Looking for meaningful employment???

As we talked about in class, the Plum Book is the book given to each new president. The link takes you right to the 2008 version (most recent, the next version will be printed for 2012). Inside are over 7000 gov't jobs over 217 pages of text. The key to some of the codes is on page 4 so you can tell whether you only need to befriend a president or a majority of the Senate as well. At the end of the book are the pay scales on pages 210 and 211.

Mr. Thompson

Friday, April 22, 2011

Key words for Electoral College essay

Majority
Plurality (most or more than anyone
else)
All
Popular
Votes
Electoral Votes
Total # of Electoral Votes
Number of Electoral Votes per state
President (how do we know who wins)
Vice-President (how do we know who wins)


Mr. Thompson

Tuesday, April 19, 2011

Pork Barrell Spending

Pork Barrell Spending is money that Congress has allocated or set aside for localized projects specifically to bring federal dolloars into a member of Congress' district in order to benefit his constituents and gain the member popularity (votes). According to the Citizen's Against Government Waste, the 2010 US Budget had over 9,000 "pork projects" totalling over 16 billion dollars of your tax money. Here are a couple of examples of your tax dollars at work:
 - Delegate Madeleine Bordallo (D-Guam) for $500,000 for Brown Tree Snakes control and interdiction in Guam.(apparently there is a brown tree snake problem on the island)
 - Senator Kay Bailey Hutchison (R-Texas) and Representative Ciro Rodriguez (D-Texas) for $693,000 for beef improvement research.(like Texas needs better cows!)
 - $4.8 million for wood utilization research in 11 states requested by 13 senators and 10 representatives. (almost $5 million to figure out how to make better use of that resource we all know and love as "WOOD"?????)

Check out the following websites to find out how much pork your favorite member of Congress has managed to coerce, tuck, hide, sneak into Congressional spending bills CAGW Homepage  and the CAGW Pigbook (this is the organization's disclosure of some of our Congress biggest porkers).

Some of this stuff is just too good to be made up,
Mr. Thompson

How to Save a Trillion Dollars!

This is the article I referenced briefly in government class the other day about how to cut money from the US military's budget.

Below find a chart. US, China, France, UK and Russia are the 5 biggest spenders on military in the world. Here is the link to the organization who published the graphic - Stockholm International Peace Research Institute

Finally a third link that shows again how much the US spends on its military as a percentage of what it produces domestically (A more accurate measure of spending) as compared to the rest of the world.

Enjoy,
Mr.

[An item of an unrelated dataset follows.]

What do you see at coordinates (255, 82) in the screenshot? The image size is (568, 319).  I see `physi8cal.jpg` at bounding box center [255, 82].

Thompson

Friday, April 15, 2011

Test on Congress

Below find your review for your test next Wednesday April 20th

1. Review your chart on facts about House and Senate.
2. Review your list of vocab and quiz you took on the vocab.
3. Review your questions on committees in Congress.
4. Review your info on the US budget. Particularly vocab, largest expenses
    and largest sources of revenue.
5. Review the process of how a bill becomes a law.
6. Review your powers of Congress  expressed vs implied.
7. Know the people who represent you in Congress. Name, office and party!

Test is 50 points and will have several different parts including T/F, Multiple Choice, Completion/Fill-in-the-blank, and an Essay

Thursday, April 14, 2011

President Obama's 2012 Budget proposal

Below find a link to President Obama's 2012 budget proposal and a link to the response that many of the GOP (Republican) contenders for president in the 2012 election said in response to the proposal.

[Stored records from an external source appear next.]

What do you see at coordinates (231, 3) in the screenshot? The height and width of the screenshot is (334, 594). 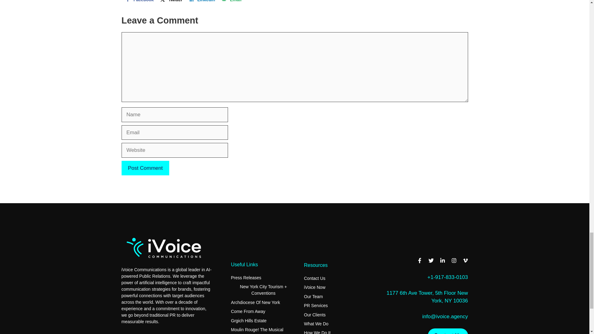 I see `Send over email` at bounding box center [231, 3].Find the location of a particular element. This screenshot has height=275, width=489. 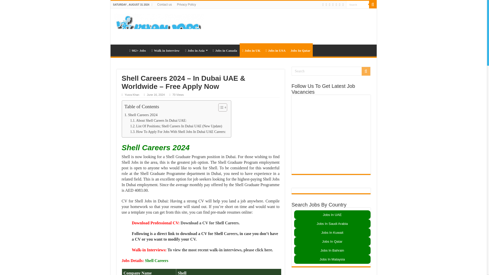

President Obama's Proposal

Republican Response

Thanks, Mr. Thompson

Budget Stuff

Here is an interactive chart detailing President Obama's 2012 budget proposal. Click on the hyperlinked message "view an interactive breakdown of your tax dollars...." to access the data.

Mr. Thompson

Monday, April 11, 2011

There is a limit on how much debt the US gov't can have?

The following link has several questions and answers to the current "hot topic" about gov't spending, our debt and the recent aversion of a gov't shutdown. Debt Ceiling: The Battle Heats Up. Feel free to post a thought,  just remember to reference something directly from the article that you are choosing to comment on.